We got a family gift of a tape recorder one Christmas. We took turns passing it around talking to my grandmother. When we filled a tape, we’d send it to her. My Uncle Carl, unbeknownst to anyone, got a hold of it and recorded this:
An accident really uncanny
Befell a respectable granny
She sat down in a chair
While her false teeth were there
And bit herself in the fanny.
Yes, my grandmother wore false teeth. She saved all the tapes that we made and I inherited them which was when I discovered his mischievousness.
I rarely liked the clothes I got for Christmas partly because they usually didn’t fit and partly because my sister often received the same thing, maybe in a different color. But, one year a got a nightgown from my Aunt Lynn that I adored. It was elegant and sexy. I was about 13 and felt like such a lady wearing it. That was the year Barbara Streisand made the movie “Funny Lady”. After watching that, I was Fanny Brice. The nightgown helped. I’d go into the kitchen before bed and rub lemons on my elbows (just like Barbra did in the movie). When my mother caught me putting on perfume before going to bed she searched my room.

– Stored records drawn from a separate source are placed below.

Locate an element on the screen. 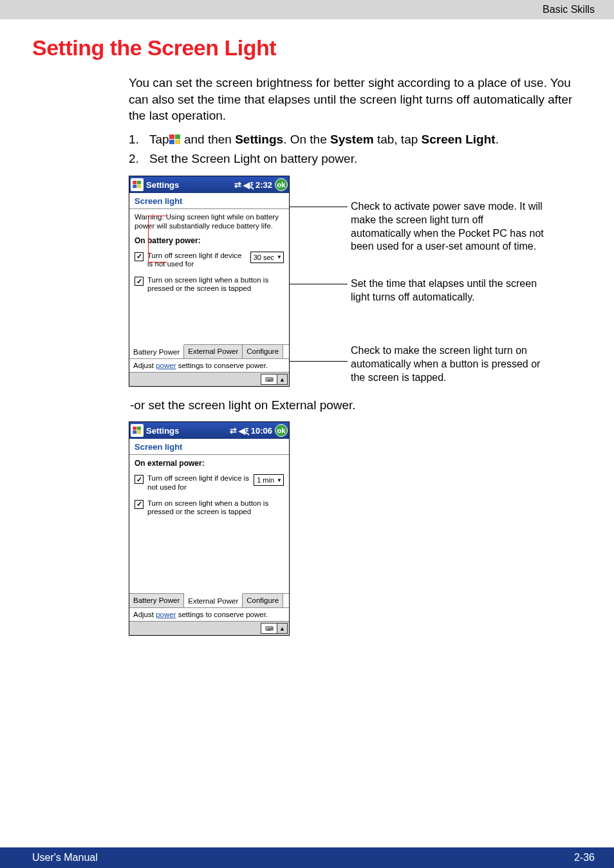 This screenshot has width=614, height=868. device-screenshot-battery: Settings ⇄ ◀ξ 2:32 ok Screen light Warni… is located at coordinates (209, 281).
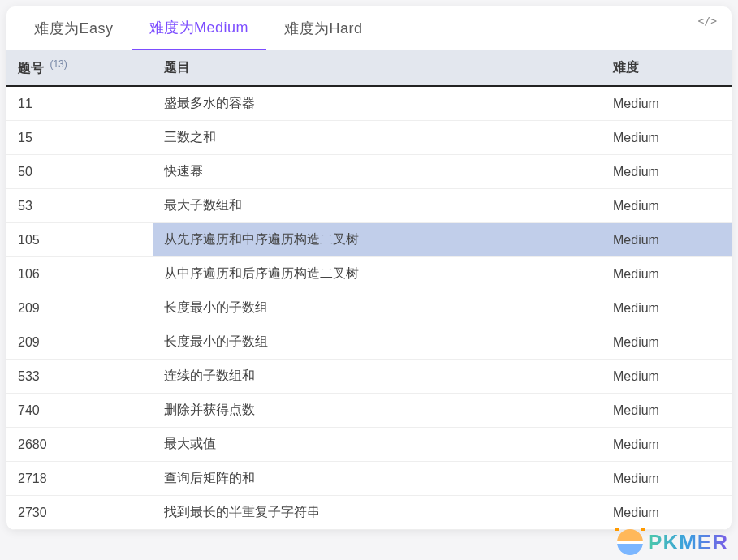 Image resolution: width=738 pixels, height=560 pixels. I want to click on cell-title: 最大子数组和, so click(377, 206).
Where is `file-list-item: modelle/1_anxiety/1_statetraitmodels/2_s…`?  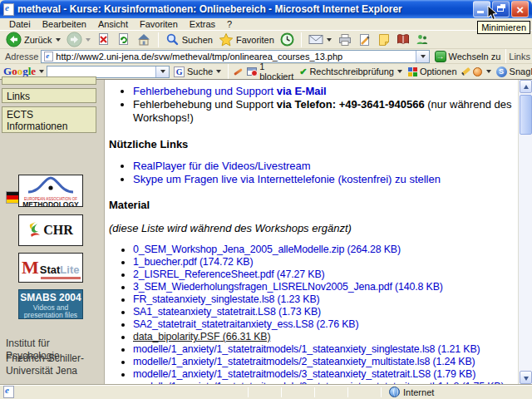 file-list-item: modelle/1_anxiety/1_statetraitmodels/2_s… is located at coordinates (324, 362).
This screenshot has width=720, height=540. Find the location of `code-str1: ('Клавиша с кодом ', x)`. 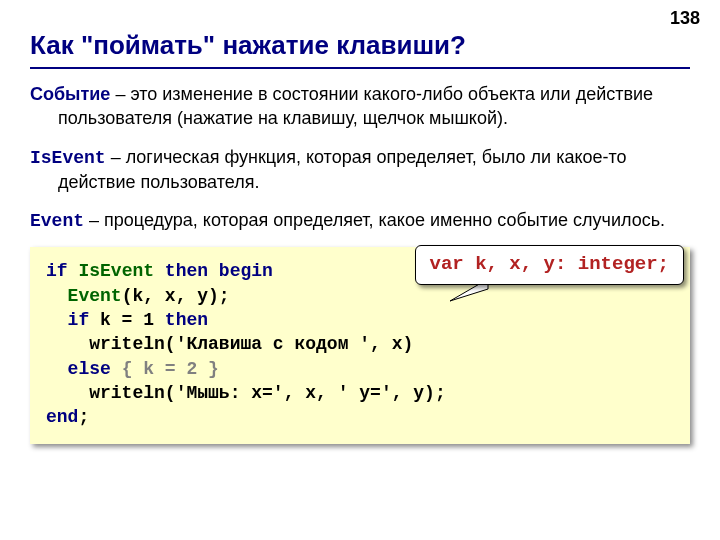

code-str1: ('Клавиша с кодом ', x) is located at coordinates (289, 344).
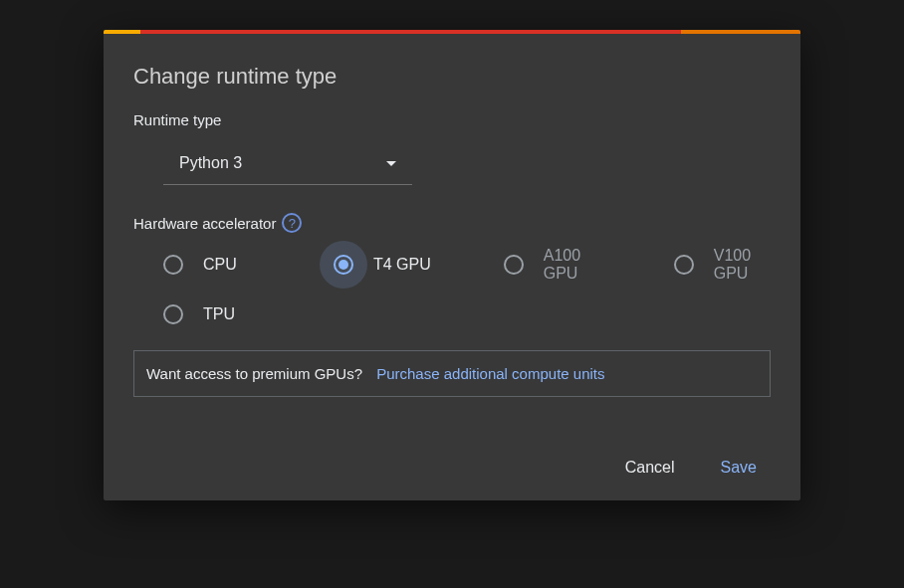 Image resolution: width=904 pixels, height=588 pixels. Describe the element at coordinates (581, 265) in the screenshot. I see `radio-label: A100 GPU` at that location.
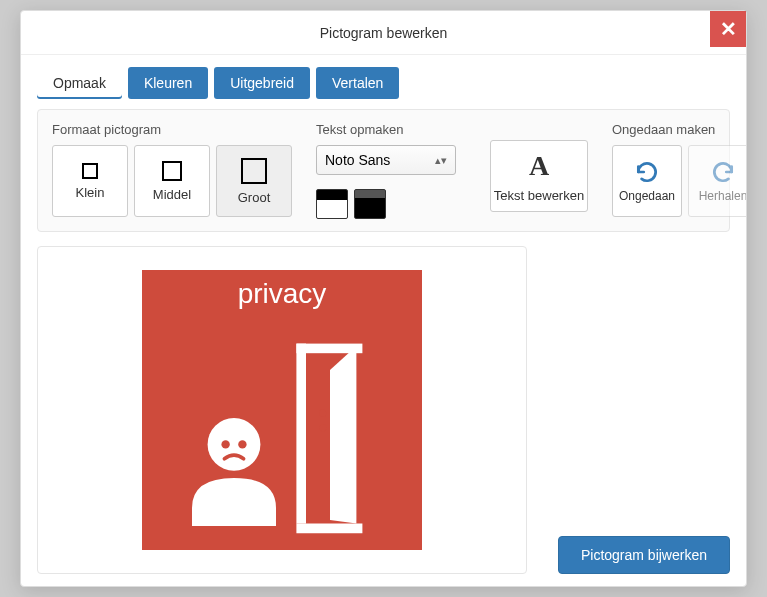 The width and height of the screenshot is (767, 597). Describe the element at coordinates (647, 172) in the screenshot. I see `undo-icon` at that location.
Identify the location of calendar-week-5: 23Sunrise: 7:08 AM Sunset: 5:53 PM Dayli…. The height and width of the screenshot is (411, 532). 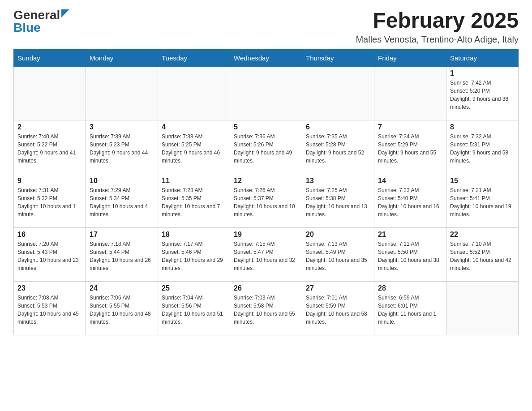
(266, 308).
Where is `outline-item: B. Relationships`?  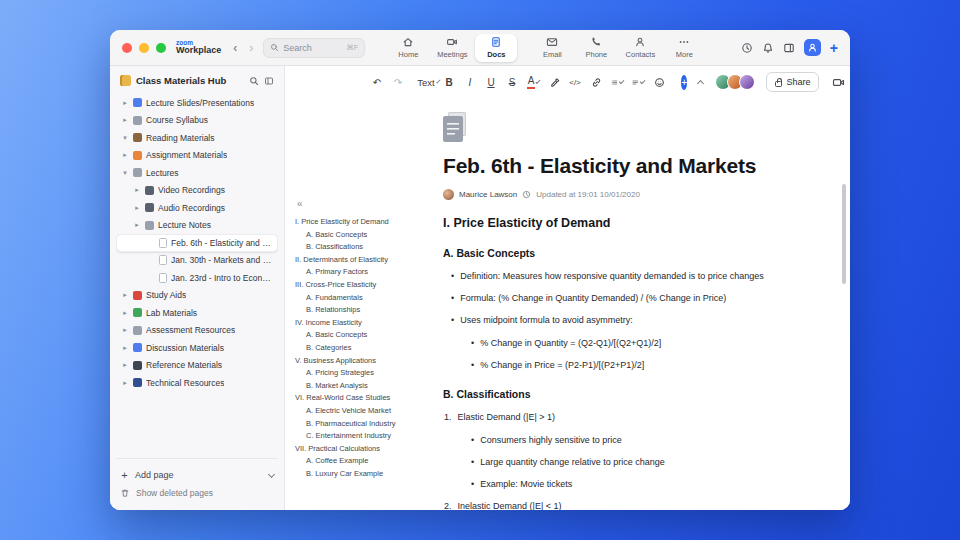
outline-item: B. Relationships is located at coordinates (369, 310).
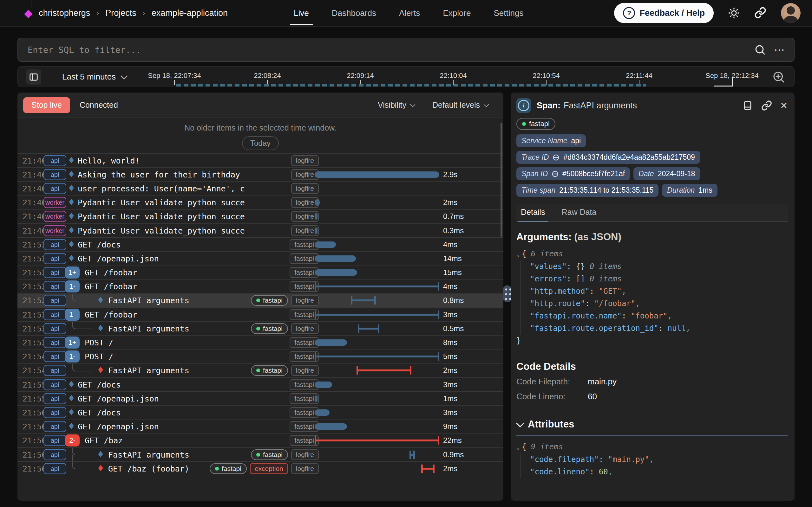 The image size is (812, 507). Describe the element at coordinates (260, 143) in the screenshot. I see `today-button: Today` at that location.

I always wanted a Light Bright but never got one. All my friends had one. I think my parents never really loved me.
Tubsy was one of my favorite dolls that I got one Christmas. She sat in the tub and splashed her arms until she rusted.
I do remember more than just gifts and candy. I remember going to late Christmas Eve service and being quite concerned that we didn't get me home and in bed before midnight - when Santa came. I didn't want to get skipped because I was in church on Christmas Eve!
Now I'm in Tashkent where Christmas is not a big deal. I have seen a few decorations outside American's homes and the Embassy, but not many. That's okay; I don't miss it. It's all part of this great adventure. Tonight the Marine House is open for Happy Hour. Tomorrow night (Christmas Eve) the guards are hosting a masquerade dinner party at a local restaurant. Saturday we are having Christmas dinner at the Charge d'Affaire's house. He has a Russian style pool table. The difference between this and what we have in Ameria is the balls are larger so the corner pockets, for example, are only 4–5 mm wider than the diameter of the ball! The central pockets are 14–18 mm wider. In other words, it's harder. Can you tell I like pool? I'm getting off topic. Ah, Christmas -
I got spoiled in Minnesota with beautiful white Christmases. Tashkent is, like Phoenix, brown and blue. Douglas and I are not exchanging gifts this year. I told him not to try and get anything for me(although someone put something in my stocking). We haven't been here that long to know the good places to shop and, frankly, after the move and getting rid of things, neither of us really wants anything. I did tell him that this life he has given me is a gift that will cover him for many Christmases and birthdays yet to come. I want nothing. I have everything and more. That is the truth. I wish the same for you, dear readers.